Parker, Sparks take on Storm

What a week of practice can do for a player. Just ask Los Angeles Sparks star
Candace Parker. Or maybe get the perspective from the Minnesota Lynx.

After missing the first three games of the season and coming off the bench in
the fourth game, Parker started Sunday’s contest against the struggling
defending WNBA champions.

With a full week of practice behind her, Parker recorded a double-double — 19
points and 10 rebounds — to lead the Sparks (4-1) over the Lynx 77-69.
Minnesota fell to 2-5 and is in 10th place only ahead of the Las Vegas Aces and
Indiana Fever.

“I felt like I wasn’t limited in any movement, Parker told the Los Angeles
Times, adding that she still doesn’t think she is 100 percent.

The Seattle Storm (5-2) are about to discover just how good Parker is feeling.
The two teams square off Thursday night at Staples Center in Los Angeles, with
the Storm coming off a tough loss to the Dallas Wings. The Sparks have won two
straight since suffering their only loss — to the first-place Connecticut Sun.

Seattle erased a 26-point deficit on Saturday on the road in Dallas only to lose
94-90. The second quarter doomed the Storm as the Wings shot 78.6 percent from
the field to blow the game open.

The Storm had set a WNBA record against the New York Liberty on May 30 by
connecting on 17 3-point attempts. Against Dallas, Seattle went 6-for-23 behind
the arc.

It was their defense in the third period that allowed the Storm to climb back
into the game and eventually tie it in the fourth before they ran out of gas.

Point guard Sue Bird sat out the game to rest as the Storm were playing their
fifth game in 10 days. Jordin Canada started in her place and recorded nine
points, nine assists and five steals.

“She’s obviously our leader,” Seattle head coach Dan Hughes said of Bird. “I
think we evolved into kind of dealing with it, but initially, you know, it’s not
really something we would have practiced to or planned to at that point. But I
did think we finally adjusted, finally understood who we were without Sue and
made some headways.”

Hughes does have Breanna Stewart and Jewell Loyd to carry the offense with Bird
out. Stewart and Loyd are second and third in the league at 22.3 and 21.6 points
per game, respectively.

As they prepare for the Sparks, the Storm know they’re never out of a game.

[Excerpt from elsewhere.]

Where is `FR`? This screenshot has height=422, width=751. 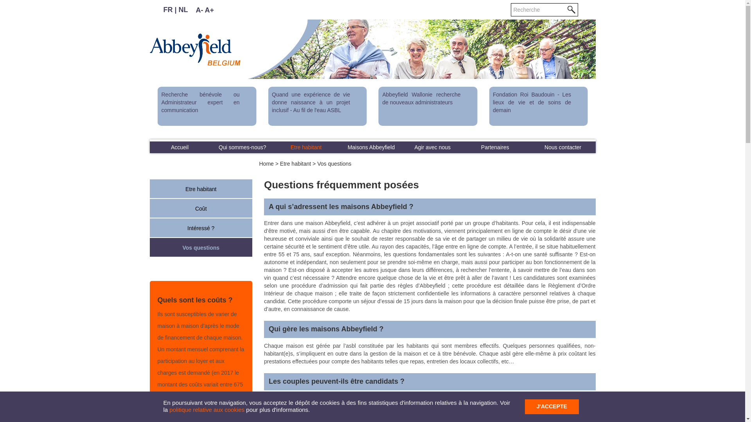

“We can be down 20 and come right back like it’s nothing, and that’s just the
fight of our team,” Loyd said. “We’re never out of games, we never think the
game’s over, we fight to the end.”

While Seattle is second in the league with an average of 91.6 points a game, the
Sparks are allowing 77.8 points per contest, the second lowest in the league.
And as usual, guard Alana Beard is the defensive catalyst for Los Angeles.

Against the Lynx, she held Maya Moore scoreless in the first quarter and allowed
the future Hall of Famer only three fourth-quarter points.

“She’s as good a defender as I’ve been around,” Sparks head coach Brian Agler
told the Times. “She just makes it difficult on whoever she’s guarding.”